From my experience, classrooms with ample space near the front of the room or the area where the SMART Board is located provide for the best student-interactions.  Moreover, spaces where projectors can be hung from the ceilings provide the least amount of visibility issues also where cords are easily tucked along floorboards or even overhead to prevent tripping.  Classrooms like a computer lab, where students have to maneuver between expensive pieces of electronic equipment do not truly allow for the mobility of a student-interactive SMART Board.  Now, if it is simply the teacher 3manipulating the Whiteboard, then most of this does not apply (but what is the point of an Interactive Whiteboard if students are not going to interact with it?)
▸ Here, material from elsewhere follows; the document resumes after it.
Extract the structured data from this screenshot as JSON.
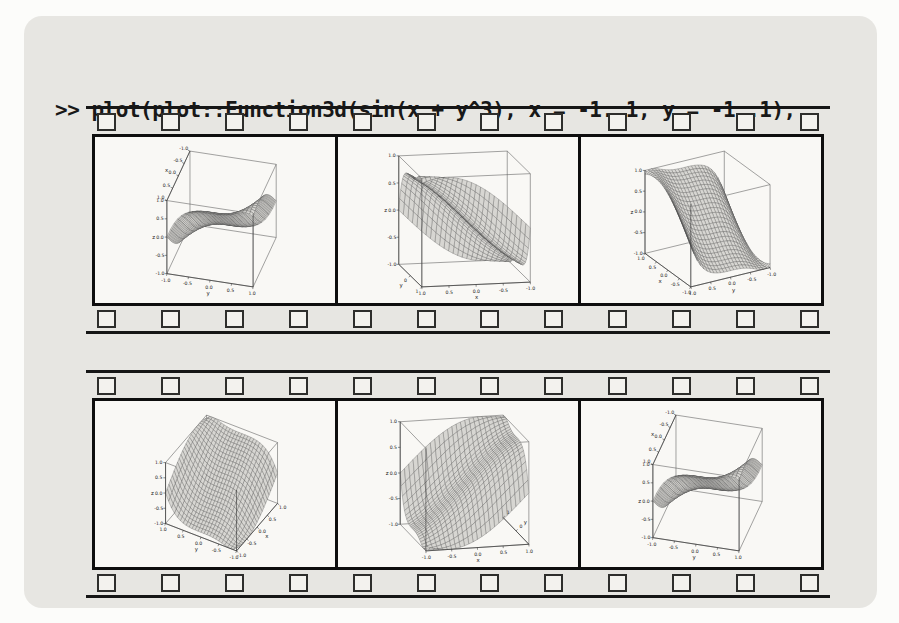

I have also found that the older the students get, the more resistance there is to interacting with the whiteboard.  Presumably, this is because it must be done up in front of the class for seemingly the whole world to see, but it leads me to believe that these types of boards my be better suited for middle or even primary grades.

I created a SMART Board lesson on improving sentence structure and writing.  The most difficult part of using the software is understanding all of the many potential components or capabilities of the SMART Board.  Trial and error is really the best and yet the most time consuming process to use.  This lesson specifically was meant to be more of a review where I could more or less exploit as many of the “cool” or high-interest functions of the board.  The easiest part is engaging and getting the kids involved.  Many of them have already had exposure to this type of a board or they intuitively understand how to work with it.  Clearly, this engagement helps to improve and thus benefit their learning, but it is difficult to say how regularly this process could be maintained.  

 

The Interactive Whiteboard can be considered an agent for change to enable education to match the changing innovations of our ever-changing culture and society.  This seems especially pertinent to a course designed for educators when you consider how little school culture has changed throughout history.  If you think of what a doctor-in-training had to learn 30 years ago, that same knowledge would not aptly prepare a doctor to practice medicine in today’s society (30 years later).  On the other hand, a teacher-in-training could quite easily apply the same knowledge he or she would have learned 30 years ago and still manage to fulfill the general needs of a student today (30 years later).  It is through classroom tools like the Interactive Whiteboard that the classroom is able to parallel modern technology advance which students have become so used to using in their every day lives.